Almost half of all Americans who use the internet have personally experienced online harassment or abuse. The types of harassment fall into three broad categories: direct harassment, invasions of privacy and some type of denial of access, such as Denial of Service (DoS) attacks.
The data comes from a report that examines online harassment in the U.S. published by the Center for Innovative Public Health Research and research institute Data & Society.
And most online Americans – 72 percent – have witnessed an internet user harassing someone else online. Users ranging in age from 15 to 29, users who are Black and those who identify as LGBT or more likely to witness such harassment.
Based on survey results, the report is a comprehensive look at harassing behaviors that Americans face while using the internet.
The groups also recently released a second report about non-consensual image sharing, or “revenge porn.” The third piece of the report, focused on abuse by former romantic partners, will be published this month.
The Silencing of Voices
Amanda Lenhart, a researcher at Data & Society, said the reports shine a light on issues that can be difficult to talk about but are increasingly important in the U.S.
“One of the big takeaways from the online harassment report is the silencing of voices – people choosing not to share thoughts and post things out of the fear of being harassed,” she said. “The voices of certain subgroups are missing. If we believe in a democratic process, we need to have everybody heard in those conversations. Some of the remedies that we need to implement are to get us back to a more fair and honest place online.”
Another finding is that while men and women are equally likely to face abuse men were substantially less likely than women – 40 percent versus 53 percent – to describe what they experienced as harassment or abuse.
“In our culture, social norms may decide it may not be appropriate for a man to say he’s been harassed, that it’s a sign of weakness,” she said. “They may not feel comfortable saying it.”
Additionally, women tend to face a wider variety of types of abuse.
They are also more likely to be angry, worried or scared – as a result.
The discrepancy may simply be because the kinds of experiences men and women have online are different, Lenhart said. Or it may be be because men often don’t experience the same physical sense of vulnerability that women do.
According to the second report, one in 25 Americans has been the victim of revenge porn, or non-consensual sharing of sexually explicit images that are shared with the intention of humiliating a victim.
The term made headlines in 2015 when an Illinois man leaked a huge collection of private photos and videos of female celebrities, which were then disseminated over the internet.
But according to the Data & Society and CIPHR report, 4 percent of internet users – or 10.4 million Americans – have been threatened with or have experienced revenge porn.
How Victims and Witnesses Respond
The report also discusses how people who witness harassment respond – 65 percent of witnesses said they took one of three actions:
- 45% of witnesses said something to the victim
- 40% said something to the aggressor
- 38% said they reported the behavior to the platform on which the behavior was taking place
Lenhart said fewer people were likely to flag or report the behavior, likely because of a lack of robust reporting capability on the platforms themselves.
“The other thing is, a lot of times the context of online harassment is complicated,” she said. “Not knowing the context makes intervening quite challenging – there’s a lower likelihood of flagging or reporting.

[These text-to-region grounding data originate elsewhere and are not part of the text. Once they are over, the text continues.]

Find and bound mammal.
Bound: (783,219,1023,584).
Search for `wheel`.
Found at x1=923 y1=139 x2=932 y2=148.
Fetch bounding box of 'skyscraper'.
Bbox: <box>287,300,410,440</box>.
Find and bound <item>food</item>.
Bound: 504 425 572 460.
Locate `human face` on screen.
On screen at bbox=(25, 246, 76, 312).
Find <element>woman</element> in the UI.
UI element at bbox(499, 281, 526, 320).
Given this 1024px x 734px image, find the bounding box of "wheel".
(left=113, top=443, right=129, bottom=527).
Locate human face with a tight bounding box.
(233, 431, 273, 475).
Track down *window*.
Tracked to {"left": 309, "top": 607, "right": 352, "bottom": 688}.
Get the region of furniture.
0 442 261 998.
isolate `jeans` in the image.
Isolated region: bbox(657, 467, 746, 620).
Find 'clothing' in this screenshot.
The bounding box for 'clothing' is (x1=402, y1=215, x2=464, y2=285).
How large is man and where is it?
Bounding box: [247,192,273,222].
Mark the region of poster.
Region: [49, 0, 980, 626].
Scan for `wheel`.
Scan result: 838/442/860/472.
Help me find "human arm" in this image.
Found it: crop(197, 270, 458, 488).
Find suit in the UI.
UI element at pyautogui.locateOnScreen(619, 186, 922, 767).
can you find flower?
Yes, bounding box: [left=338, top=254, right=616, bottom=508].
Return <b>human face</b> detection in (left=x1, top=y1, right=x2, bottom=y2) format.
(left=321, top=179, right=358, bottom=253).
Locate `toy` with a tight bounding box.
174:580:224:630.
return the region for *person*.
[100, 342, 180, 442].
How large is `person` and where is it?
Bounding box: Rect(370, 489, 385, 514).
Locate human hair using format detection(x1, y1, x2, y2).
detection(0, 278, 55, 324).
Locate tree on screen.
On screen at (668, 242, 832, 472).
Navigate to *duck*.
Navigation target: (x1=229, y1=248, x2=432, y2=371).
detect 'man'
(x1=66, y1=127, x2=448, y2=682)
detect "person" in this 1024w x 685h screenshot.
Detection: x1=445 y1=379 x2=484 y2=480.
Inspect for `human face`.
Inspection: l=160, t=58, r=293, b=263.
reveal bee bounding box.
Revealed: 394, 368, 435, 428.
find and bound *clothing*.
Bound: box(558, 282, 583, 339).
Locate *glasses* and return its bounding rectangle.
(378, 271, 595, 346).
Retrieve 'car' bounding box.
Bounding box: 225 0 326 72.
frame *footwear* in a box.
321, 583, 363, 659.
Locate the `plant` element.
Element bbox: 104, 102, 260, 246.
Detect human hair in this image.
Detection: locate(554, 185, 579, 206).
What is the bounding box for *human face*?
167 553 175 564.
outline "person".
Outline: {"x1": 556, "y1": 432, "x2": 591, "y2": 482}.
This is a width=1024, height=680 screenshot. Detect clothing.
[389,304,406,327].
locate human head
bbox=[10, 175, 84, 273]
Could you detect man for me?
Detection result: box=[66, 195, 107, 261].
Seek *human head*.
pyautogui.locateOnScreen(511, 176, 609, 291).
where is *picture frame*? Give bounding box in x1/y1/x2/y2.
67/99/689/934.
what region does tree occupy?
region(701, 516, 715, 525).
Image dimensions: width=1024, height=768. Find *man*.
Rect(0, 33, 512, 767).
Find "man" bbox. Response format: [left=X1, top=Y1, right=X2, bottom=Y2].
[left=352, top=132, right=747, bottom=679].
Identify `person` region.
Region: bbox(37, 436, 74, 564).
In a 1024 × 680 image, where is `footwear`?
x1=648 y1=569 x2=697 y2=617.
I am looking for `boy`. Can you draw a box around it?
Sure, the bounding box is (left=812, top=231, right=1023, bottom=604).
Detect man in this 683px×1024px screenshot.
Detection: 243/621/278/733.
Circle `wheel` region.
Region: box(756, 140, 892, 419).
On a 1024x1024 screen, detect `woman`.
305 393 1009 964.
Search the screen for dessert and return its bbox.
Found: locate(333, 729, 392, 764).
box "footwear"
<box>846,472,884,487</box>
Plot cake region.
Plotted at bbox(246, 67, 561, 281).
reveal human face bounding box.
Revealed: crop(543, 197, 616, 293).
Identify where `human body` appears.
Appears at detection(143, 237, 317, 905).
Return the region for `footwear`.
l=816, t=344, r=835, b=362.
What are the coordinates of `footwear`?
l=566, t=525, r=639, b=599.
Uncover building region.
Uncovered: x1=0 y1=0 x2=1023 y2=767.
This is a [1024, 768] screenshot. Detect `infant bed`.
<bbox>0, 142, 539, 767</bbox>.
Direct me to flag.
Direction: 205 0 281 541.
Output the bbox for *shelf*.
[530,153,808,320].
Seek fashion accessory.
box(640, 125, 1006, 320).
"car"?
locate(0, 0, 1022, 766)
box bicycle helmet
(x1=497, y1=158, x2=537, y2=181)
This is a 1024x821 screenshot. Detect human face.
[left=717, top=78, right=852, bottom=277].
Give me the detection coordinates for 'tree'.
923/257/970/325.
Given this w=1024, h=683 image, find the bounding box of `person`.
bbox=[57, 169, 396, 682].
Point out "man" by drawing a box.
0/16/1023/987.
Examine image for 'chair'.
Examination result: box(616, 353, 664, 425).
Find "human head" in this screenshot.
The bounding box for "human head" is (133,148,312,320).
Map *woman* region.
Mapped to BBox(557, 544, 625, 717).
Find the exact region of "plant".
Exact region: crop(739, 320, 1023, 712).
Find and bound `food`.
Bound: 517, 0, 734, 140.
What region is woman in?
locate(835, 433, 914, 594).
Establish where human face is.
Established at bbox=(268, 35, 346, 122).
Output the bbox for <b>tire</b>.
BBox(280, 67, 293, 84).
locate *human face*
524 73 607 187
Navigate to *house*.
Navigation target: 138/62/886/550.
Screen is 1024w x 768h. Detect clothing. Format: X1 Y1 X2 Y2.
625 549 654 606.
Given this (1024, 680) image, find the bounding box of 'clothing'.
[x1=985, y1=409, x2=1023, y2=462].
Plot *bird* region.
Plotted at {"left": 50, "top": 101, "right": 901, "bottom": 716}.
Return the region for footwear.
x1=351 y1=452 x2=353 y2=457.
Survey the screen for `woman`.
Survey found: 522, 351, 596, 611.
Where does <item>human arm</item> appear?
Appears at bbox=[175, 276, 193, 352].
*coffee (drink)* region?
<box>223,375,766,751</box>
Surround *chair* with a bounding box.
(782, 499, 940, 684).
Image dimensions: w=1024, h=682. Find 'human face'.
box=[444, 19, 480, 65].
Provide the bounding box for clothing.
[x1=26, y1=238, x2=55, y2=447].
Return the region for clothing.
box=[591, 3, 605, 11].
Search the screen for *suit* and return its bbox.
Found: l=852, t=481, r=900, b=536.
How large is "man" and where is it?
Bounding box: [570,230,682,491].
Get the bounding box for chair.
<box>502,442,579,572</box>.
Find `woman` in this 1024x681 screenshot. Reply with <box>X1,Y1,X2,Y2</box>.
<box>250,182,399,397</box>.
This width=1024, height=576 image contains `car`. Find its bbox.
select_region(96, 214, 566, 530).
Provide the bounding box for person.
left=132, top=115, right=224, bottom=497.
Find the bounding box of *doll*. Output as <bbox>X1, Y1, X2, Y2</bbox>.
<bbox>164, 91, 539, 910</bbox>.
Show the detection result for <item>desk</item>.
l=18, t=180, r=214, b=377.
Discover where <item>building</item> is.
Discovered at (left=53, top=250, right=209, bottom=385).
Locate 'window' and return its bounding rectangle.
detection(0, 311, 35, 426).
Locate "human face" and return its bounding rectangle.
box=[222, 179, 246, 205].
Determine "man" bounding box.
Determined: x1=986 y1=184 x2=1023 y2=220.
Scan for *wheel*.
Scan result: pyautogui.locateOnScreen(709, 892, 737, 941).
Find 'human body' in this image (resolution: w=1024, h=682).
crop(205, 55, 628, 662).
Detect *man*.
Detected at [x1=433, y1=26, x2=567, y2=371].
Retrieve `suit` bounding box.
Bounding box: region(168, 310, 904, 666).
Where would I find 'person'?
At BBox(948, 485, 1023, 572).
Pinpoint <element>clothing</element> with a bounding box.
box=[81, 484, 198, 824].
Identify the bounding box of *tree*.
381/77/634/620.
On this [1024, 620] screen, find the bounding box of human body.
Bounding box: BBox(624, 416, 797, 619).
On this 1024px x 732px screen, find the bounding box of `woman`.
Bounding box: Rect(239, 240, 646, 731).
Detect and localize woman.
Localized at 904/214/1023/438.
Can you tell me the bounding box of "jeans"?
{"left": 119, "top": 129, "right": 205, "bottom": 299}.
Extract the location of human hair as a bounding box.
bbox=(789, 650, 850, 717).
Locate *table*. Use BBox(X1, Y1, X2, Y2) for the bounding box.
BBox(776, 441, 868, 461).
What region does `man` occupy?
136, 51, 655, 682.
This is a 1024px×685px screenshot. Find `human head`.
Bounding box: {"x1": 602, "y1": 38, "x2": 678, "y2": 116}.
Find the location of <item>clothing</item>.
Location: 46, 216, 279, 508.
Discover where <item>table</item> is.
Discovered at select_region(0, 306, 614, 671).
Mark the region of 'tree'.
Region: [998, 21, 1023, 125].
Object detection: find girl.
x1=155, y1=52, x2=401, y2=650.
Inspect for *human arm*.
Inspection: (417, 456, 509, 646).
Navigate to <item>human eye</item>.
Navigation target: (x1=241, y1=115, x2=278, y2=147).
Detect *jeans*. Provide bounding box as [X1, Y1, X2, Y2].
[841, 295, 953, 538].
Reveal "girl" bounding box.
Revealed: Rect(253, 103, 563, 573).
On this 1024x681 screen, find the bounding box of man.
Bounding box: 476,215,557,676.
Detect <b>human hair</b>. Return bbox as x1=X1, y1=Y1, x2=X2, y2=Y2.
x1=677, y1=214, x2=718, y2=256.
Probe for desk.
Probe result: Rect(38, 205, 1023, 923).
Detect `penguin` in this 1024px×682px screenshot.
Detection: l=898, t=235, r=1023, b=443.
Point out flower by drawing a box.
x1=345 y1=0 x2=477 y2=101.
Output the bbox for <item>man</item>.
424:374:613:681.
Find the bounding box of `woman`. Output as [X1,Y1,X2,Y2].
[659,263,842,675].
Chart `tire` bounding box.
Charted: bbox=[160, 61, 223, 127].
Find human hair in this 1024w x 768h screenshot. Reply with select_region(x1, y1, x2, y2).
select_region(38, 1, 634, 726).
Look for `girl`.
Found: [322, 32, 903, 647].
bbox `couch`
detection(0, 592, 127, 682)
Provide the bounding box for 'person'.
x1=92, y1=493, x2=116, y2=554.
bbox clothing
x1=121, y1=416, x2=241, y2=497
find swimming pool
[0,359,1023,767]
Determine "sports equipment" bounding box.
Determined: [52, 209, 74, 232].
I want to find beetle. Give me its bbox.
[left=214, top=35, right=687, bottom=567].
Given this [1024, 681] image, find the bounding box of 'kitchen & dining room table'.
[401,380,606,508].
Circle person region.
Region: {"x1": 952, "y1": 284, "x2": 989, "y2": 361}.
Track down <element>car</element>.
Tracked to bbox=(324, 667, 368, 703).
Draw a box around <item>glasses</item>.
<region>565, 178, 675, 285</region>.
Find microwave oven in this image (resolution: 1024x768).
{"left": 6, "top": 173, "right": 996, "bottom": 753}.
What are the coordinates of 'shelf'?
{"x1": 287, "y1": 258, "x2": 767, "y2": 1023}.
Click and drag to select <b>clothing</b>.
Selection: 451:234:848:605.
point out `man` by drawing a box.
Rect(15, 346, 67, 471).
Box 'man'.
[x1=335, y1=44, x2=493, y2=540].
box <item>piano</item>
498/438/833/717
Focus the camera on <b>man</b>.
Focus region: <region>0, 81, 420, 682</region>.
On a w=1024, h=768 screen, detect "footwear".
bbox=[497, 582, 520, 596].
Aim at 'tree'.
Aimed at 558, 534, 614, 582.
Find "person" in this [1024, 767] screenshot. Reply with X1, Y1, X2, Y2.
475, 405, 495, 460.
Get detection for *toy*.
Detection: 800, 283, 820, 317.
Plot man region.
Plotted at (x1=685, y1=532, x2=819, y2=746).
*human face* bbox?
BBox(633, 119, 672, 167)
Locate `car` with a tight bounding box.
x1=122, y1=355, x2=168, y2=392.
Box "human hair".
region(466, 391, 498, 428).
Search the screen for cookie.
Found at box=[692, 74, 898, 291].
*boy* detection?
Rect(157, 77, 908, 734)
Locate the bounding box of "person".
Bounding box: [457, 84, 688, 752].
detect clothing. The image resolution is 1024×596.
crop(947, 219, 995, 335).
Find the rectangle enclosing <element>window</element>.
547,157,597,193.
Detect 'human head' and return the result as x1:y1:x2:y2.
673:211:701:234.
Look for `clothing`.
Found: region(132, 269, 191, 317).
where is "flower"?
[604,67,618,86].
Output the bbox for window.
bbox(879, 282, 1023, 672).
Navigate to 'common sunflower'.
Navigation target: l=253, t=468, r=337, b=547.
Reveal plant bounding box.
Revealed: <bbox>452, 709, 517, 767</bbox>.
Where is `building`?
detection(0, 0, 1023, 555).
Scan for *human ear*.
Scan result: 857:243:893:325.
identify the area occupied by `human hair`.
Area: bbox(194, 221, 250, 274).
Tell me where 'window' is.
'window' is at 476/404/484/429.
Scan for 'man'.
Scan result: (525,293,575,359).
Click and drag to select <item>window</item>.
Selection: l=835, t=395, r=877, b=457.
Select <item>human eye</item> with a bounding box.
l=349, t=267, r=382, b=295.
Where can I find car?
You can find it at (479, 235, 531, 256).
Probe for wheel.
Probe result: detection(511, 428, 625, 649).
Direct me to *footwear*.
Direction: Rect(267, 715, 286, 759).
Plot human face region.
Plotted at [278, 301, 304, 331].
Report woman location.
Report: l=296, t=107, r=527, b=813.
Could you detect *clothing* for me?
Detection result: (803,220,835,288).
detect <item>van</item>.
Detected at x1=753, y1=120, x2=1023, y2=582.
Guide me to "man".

People may think, ‘I don’t know what I’m looking at, so I don’t want to engage in that way.’”
The survey did not track on which platforms most of the harassment happens. Many social media platforms have been criticized for not adequately responding to online harassment; Twitter, in particular, has been criticized for not doing enough. More than 80 percent of the survey respondents use social media platforms. Survey respondents were also asked about discussion sites and networked gaming sites – users on those sites were more likely to have harassing experiences, Lenhart said.
Because platforms are private spaces and are not subject to the free speech rules that public spaces are subject to, platforms could do more to mitigate harassment, Lenhart said.
But we face a broader problem of the disinhibition of mediated space, she said.
“People are more likely to say something online that they would not say face to face,” she said. “The challenge is that people are bad to other people, and the internet facilitates that in some ways. We haven’t caught up in a social and legal way with some of these new challenges.”